A Quote by Plato

When a person meets the half that is his very own, whatever his orientation, whether it's to young men or not, then something wonderful happens: the two are struck from their senses by love, by a sense of belonging to one another, and by desire, and they don't want to be separated from one another, not even for a moment.
And so, when a person meets the half that is his very own, whatever his orientation, whether it's to young men or not, then something wonderful happens: the two are struck from their senses by love, by a sense of belonging to one another, and by desire, and they don't want to be separated from one another, not even for a moment.
And when one of them meets the other half, the actual half of himself, whether he be a lover of youth or a lover of another sort, the pair are lost in an amazement of love and friendship and intimacy and one will not be out of the other's sight, as I may say, even for a moment.
I'm a very senses-oriented person, and I want to bring readers in on the level of the senses, so they can experience another culture and another place.
A priest is a man vowed, trained, and consecrated, a man belonging to a special corps, and necessarily with an intense esprit de corps. He has given up his life to his temple and his god. This is a very excellent thing for the internal vigour of his own priesthood, his own temple. He lives and dies for the honour of his particular god. But in the next town or village is another temple with another god. It is his constant preoccupation to keep his people from that god. Religious cults and priesthoods are sectarian by nature; they will convert, they will overcome, but they will never coalesce.
If an Artist love his Art for its own sake, he will delight in excellence wherever he meets it, as well in the work of another as in his own.
How should a man be capable of grooming his own horse, or of furbishing his own spear and helmet, if he allows himself to become unaccustomed to tending even his own person, which is his most treasured belonging?
The desire to transcend one's own ego boundaries, to share completely, even for a moment, the consciousness of another person must be a universal longing. It motivates many of our activities from taking drugs to making love, and lies behind the search for new ways of getting close to one another that is so intense in our society today.
Each member of the family in his own cell of consciousness, each making his own patchwork quilt of reality - collecting fragments of experience here, pieces of information there. From the tiny impressions gleaned from one another, they created a sense of belonging and tried to make do with the way they found each other.
For {she} had adopted the standard of the young: what there was in the moment was everything. And moments followed one another without necessarily belonging to one another.
Each individual composes the music of his own life. If he injures another, he brings disharmony. When his sphere is disturbed, he is disturbed himself, and there is a discord in the melody of his life. If he can quicken the feeling of another to joy or to gratitude, by that much he adds to his own life; he becomes himself by that much more alive. Whether conscious of it or not, his thought is affected for the better by the joy or gratitude of another, and his power and vitality increase thereby, and the music of his life grows more in harmony.
Have you ever had a moment where you finish a piece, and then all of a sudden the piece sort of takes on it's own life beyond you? It doesn't happen every time, but there are some pieces where that happens, and I love that. I feel like that's what I'm seeking nowadays, that moment of transcendence with a piece. Where this thing becomes larger than me as a person. It becomes otherworldly, and then I get separated as maker from it, and then it has it's own life. I love that.
The institution of the family is decisive in determining not only if a person has the capacity to love another individual but in the larger social sense whether he is capable of loving his fellow men collectively. The whole of society rests on this foundation for stability, understanding and social peace.
I discovered several never-failing signs by which one might know when a man wished to take another wife. He would suddenly 'awaken to a sense of his duties'; he would have serious misgiving as to whether the Lord would pardon his neglect in not living up to his privileges; he would become very religious, and would attend to his meetings ... which seemed just then to be very numerous, and in various other ways he would show his anxiety to live up to his religion.
I sometimes feel that I am trying to dig in the world around me. I'm involved in another kind of archaeology to look for another kind of truth, and the moment I find, the moment I am separated from that life, the moment I am sort of in a world, every time I have gone out and performed in the, in the cinema for example, if you do two or three films on the trot you suddenly have this impression that you're becoming separate or separated from the world around you.
What happens at 50, more or less, you lose what you need to create another person, to sustain another person; you keep what you need to sustain yourself. And there's something wonderful about that.
Whether we like it or not, we have all been born into this world as part of one great human family. Rich or poor, educated or uneducated, belonging to one nation or another, to one religion or another, adhering to this ideology or that, ultimately each of is just a human being like everyone else. We all desire happiness and do not want suffering.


Work order — Each line of the records must appear in your answer exactly, with no pictures.

Extracted entries —

▶

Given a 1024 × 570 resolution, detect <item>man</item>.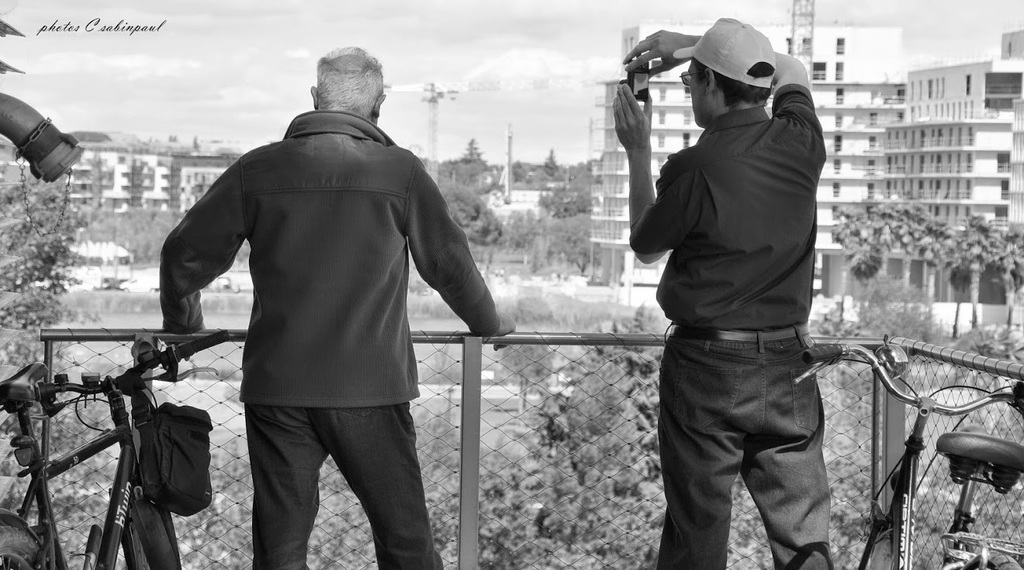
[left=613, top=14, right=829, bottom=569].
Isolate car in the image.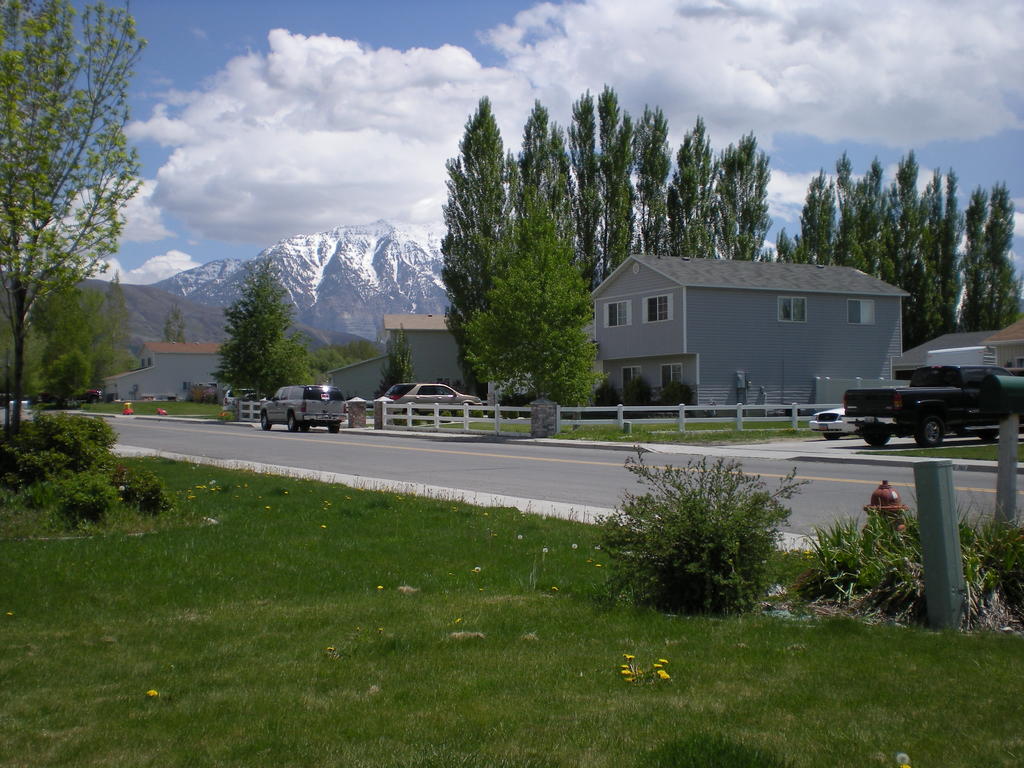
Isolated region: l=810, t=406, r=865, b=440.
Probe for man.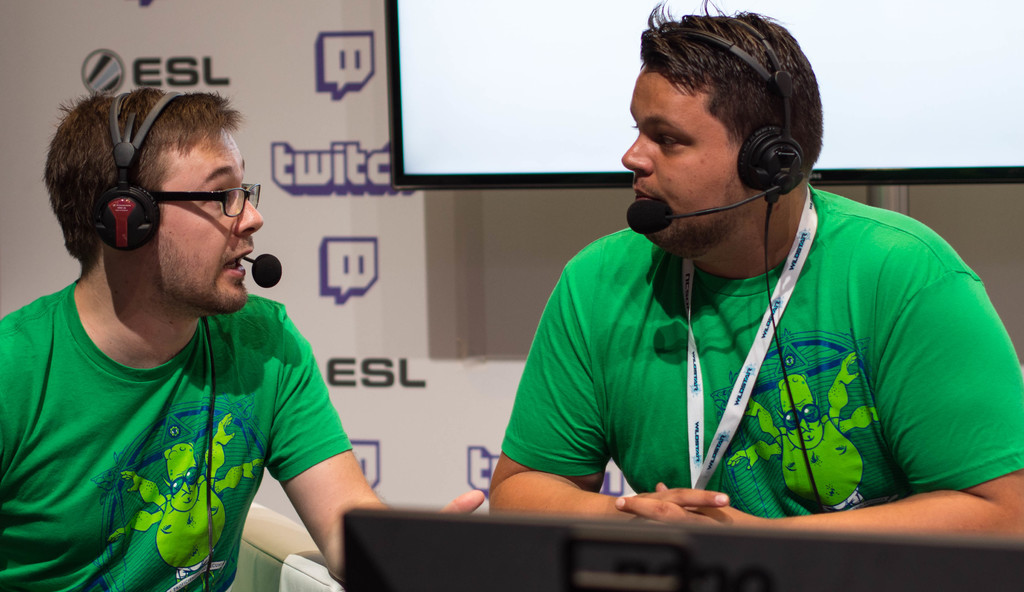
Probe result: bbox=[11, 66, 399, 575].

◀

Completed exercise —
Given a 1024 × 570 resolution, detect <item>man</item>.
[left=613, top=14, right=829, bottom=569].
Isolate car in the image.
Isolated region: l=810, t=406, r=865, b=440.
Probe for man.
Probe result: bbox=[11, 66, 399, 575].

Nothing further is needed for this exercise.